Currently, Markovits’s academic work comprises three areas of research: First and foremost, he has published a book on anti-Americanism and anti-Semitism in Europe. Entitled “Uncouth Nation: Why Europe Dislikes America” and published by Princeton University Press, this work analyzes resentment towards things American in seven European countries. Going well beyond the conventional realm of politics, Markovits demonstrates that such resentment pervades quotidian culture and discourse.

Second, Markovits continues his work on sports. In particular, he has expanded his analyses of how gender construes hegemonic sports culture from his earlier work at the University of Michigan to comprise other institutions of the Big Ten Conference.

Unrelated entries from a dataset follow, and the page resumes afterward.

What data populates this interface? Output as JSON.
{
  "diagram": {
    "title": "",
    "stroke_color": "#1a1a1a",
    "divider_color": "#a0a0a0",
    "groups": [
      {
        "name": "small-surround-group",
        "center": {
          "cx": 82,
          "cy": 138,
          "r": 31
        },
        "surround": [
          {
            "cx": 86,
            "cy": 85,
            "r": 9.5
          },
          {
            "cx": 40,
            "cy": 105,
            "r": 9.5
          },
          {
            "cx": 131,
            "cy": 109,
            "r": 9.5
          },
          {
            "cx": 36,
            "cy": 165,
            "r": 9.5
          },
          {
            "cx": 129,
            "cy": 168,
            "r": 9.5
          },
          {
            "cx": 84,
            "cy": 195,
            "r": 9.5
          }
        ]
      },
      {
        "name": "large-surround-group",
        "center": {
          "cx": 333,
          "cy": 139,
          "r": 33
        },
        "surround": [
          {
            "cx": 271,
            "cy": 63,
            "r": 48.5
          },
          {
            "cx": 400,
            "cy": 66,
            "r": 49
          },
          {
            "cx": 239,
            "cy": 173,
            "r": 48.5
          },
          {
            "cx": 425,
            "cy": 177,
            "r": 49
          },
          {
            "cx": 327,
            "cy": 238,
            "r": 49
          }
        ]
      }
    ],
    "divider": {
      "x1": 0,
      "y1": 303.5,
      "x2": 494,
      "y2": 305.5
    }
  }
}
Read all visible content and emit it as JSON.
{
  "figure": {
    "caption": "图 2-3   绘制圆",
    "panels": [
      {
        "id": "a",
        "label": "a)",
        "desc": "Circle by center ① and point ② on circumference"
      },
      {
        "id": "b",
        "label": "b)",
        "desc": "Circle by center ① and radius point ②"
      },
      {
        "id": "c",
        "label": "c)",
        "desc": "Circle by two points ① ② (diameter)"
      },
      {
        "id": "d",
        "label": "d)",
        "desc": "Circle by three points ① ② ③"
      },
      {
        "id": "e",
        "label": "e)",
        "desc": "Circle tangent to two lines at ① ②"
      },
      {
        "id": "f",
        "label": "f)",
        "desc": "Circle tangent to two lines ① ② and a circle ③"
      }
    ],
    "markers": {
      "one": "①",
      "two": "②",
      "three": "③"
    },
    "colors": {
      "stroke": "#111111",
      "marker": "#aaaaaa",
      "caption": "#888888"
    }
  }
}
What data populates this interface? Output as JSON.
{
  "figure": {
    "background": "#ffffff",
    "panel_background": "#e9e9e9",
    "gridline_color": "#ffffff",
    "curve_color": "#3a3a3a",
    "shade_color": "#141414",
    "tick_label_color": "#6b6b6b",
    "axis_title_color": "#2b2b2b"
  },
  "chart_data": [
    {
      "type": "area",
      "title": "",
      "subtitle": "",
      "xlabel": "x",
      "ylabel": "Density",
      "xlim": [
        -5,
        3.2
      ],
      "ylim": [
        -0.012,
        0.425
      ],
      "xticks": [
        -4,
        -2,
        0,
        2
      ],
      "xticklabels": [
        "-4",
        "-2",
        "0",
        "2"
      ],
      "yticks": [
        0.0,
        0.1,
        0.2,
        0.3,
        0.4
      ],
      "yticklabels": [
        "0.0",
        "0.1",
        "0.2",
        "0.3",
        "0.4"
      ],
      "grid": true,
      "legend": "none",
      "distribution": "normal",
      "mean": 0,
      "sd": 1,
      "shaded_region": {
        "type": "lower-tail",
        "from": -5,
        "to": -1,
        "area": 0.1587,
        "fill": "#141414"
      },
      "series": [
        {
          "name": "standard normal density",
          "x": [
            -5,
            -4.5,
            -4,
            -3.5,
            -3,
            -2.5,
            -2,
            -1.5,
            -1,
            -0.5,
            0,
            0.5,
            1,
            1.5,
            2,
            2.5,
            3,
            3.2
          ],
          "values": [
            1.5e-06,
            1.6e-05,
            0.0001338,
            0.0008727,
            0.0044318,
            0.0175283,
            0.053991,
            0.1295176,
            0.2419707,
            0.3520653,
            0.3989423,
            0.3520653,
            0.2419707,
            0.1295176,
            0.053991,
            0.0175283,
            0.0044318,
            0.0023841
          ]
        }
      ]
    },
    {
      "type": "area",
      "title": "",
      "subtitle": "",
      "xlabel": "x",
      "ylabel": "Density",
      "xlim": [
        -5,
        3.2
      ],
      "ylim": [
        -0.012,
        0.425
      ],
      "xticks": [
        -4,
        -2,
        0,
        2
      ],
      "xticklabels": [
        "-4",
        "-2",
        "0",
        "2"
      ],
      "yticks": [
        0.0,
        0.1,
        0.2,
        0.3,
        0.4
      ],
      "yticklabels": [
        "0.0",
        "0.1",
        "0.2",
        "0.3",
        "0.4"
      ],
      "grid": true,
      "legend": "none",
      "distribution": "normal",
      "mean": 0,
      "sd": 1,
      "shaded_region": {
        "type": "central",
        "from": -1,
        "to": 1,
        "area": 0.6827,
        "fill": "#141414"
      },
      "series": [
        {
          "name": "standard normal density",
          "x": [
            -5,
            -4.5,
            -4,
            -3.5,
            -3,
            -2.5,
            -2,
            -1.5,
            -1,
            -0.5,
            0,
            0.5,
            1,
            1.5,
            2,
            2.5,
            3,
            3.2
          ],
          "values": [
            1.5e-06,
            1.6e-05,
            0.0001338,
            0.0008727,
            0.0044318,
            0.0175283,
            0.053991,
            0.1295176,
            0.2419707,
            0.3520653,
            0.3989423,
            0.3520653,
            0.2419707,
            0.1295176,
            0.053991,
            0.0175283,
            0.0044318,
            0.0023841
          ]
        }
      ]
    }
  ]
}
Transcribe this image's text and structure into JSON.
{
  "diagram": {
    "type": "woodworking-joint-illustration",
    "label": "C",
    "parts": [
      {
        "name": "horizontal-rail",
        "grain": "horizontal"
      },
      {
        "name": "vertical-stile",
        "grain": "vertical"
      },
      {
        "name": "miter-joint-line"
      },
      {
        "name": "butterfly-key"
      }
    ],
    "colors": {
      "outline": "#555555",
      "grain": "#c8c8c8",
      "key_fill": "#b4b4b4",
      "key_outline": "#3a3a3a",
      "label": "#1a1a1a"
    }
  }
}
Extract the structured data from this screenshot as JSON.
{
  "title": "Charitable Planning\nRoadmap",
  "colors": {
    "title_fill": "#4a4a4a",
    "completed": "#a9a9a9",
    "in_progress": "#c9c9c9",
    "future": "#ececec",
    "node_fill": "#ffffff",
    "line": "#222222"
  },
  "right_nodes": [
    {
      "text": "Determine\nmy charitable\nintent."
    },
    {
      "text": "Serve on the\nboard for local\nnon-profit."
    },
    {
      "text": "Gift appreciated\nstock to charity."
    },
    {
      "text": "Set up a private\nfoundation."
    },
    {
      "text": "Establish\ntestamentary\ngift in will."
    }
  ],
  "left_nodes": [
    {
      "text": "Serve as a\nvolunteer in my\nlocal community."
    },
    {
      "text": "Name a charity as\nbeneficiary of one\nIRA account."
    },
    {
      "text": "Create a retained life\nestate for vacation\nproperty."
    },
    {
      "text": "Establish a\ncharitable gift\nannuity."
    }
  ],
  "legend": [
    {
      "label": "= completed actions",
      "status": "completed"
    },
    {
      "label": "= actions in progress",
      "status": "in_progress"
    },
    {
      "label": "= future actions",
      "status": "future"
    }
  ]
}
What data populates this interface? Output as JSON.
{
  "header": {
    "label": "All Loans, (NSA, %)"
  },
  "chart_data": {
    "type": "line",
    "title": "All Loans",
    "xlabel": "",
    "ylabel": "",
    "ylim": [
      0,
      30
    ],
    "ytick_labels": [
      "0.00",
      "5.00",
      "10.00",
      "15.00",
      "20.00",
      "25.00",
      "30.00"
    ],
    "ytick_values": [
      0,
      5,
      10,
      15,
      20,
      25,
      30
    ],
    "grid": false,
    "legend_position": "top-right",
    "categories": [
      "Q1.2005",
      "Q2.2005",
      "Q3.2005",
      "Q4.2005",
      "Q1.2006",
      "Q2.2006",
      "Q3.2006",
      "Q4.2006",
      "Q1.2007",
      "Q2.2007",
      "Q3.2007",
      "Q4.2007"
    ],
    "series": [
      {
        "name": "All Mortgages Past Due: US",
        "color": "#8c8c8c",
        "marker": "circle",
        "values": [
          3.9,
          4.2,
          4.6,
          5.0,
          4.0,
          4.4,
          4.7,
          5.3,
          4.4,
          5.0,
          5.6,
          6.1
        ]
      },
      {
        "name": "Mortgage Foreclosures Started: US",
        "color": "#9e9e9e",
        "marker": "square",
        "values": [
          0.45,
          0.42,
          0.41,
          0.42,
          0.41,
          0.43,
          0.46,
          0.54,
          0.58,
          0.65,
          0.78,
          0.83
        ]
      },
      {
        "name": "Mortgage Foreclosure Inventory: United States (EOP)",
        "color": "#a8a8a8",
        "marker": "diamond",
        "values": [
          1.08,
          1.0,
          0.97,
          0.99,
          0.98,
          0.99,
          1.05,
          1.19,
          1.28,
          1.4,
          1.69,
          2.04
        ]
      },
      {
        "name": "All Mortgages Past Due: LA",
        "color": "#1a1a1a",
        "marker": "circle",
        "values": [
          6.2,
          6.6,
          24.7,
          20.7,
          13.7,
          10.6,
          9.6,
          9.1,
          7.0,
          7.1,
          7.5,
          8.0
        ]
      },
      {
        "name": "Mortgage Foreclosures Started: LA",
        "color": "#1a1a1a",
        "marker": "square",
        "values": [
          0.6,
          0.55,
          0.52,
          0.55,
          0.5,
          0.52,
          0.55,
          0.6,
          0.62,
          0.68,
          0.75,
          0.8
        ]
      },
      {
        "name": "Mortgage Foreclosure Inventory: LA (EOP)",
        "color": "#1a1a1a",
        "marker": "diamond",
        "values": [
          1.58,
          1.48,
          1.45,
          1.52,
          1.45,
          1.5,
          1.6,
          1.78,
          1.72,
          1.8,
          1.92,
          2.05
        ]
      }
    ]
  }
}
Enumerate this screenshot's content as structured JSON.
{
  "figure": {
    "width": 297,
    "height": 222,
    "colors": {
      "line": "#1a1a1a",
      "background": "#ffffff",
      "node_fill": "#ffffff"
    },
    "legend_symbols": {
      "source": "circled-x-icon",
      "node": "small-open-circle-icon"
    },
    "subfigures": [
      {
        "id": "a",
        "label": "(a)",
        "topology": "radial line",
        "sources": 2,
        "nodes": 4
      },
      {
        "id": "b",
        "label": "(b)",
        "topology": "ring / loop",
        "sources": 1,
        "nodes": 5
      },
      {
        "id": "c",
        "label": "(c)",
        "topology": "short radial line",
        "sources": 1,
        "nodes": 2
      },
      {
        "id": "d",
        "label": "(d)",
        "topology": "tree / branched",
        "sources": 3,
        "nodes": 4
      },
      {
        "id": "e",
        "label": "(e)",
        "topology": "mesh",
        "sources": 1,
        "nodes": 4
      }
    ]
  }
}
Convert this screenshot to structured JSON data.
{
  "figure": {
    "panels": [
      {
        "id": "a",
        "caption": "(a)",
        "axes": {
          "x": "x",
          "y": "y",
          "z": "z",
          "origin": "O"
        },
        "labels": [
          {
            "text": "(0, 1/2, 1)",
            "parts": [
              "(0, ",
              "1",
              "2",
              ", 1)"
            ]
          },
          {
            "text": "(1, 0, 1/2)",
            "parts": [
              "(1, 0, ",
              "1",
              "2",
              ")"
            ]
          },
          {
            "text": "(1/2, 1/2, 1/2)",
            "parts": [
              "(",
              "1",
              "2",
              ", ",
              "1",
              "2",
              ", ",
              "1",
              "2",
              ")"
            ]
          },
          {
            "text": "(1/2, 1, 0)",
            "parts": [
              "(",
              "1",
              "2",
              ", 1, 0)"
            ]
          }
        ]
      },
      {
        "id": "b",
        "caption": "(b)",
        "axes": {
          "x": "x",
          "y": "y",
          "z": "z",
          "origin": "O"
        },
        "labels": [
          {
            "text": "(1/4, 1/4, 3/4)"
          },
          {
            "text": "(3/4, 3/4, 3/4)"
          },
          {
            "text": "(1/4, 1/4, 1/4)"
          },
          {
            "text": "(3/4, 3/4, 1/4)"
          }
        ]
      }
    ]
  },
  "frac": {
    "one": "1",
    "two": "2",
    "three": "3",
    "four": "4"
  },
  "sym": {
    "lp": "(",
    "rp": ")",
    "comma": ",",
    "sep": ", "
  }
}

Third, Markovits has just embarked on an analysis as to how the discourse towards animals, dogs in particular, has massively changed in the advanced industrial world over the past 20 – 30 years. In particular, he hopes to ascertain why key aspects of this changed discourse and its accompanying behavior have featured women as their most dynamic and central agents. Centering his work on a major survey of canine rescue organizations in Michigan, Markovits hopes to expand this project to Massachusetts (the Union’s most Democratic state) and Utah (its most Republican) in order to see how politics conventionally understood might – or might not – play a role in the altered nature of how humans relate to animals, specifically dogs. Once the research in the United States will be completed, Markovits has plans to place the American case into a comparative framework by analyzing parallel developments in Great Britain and Germany.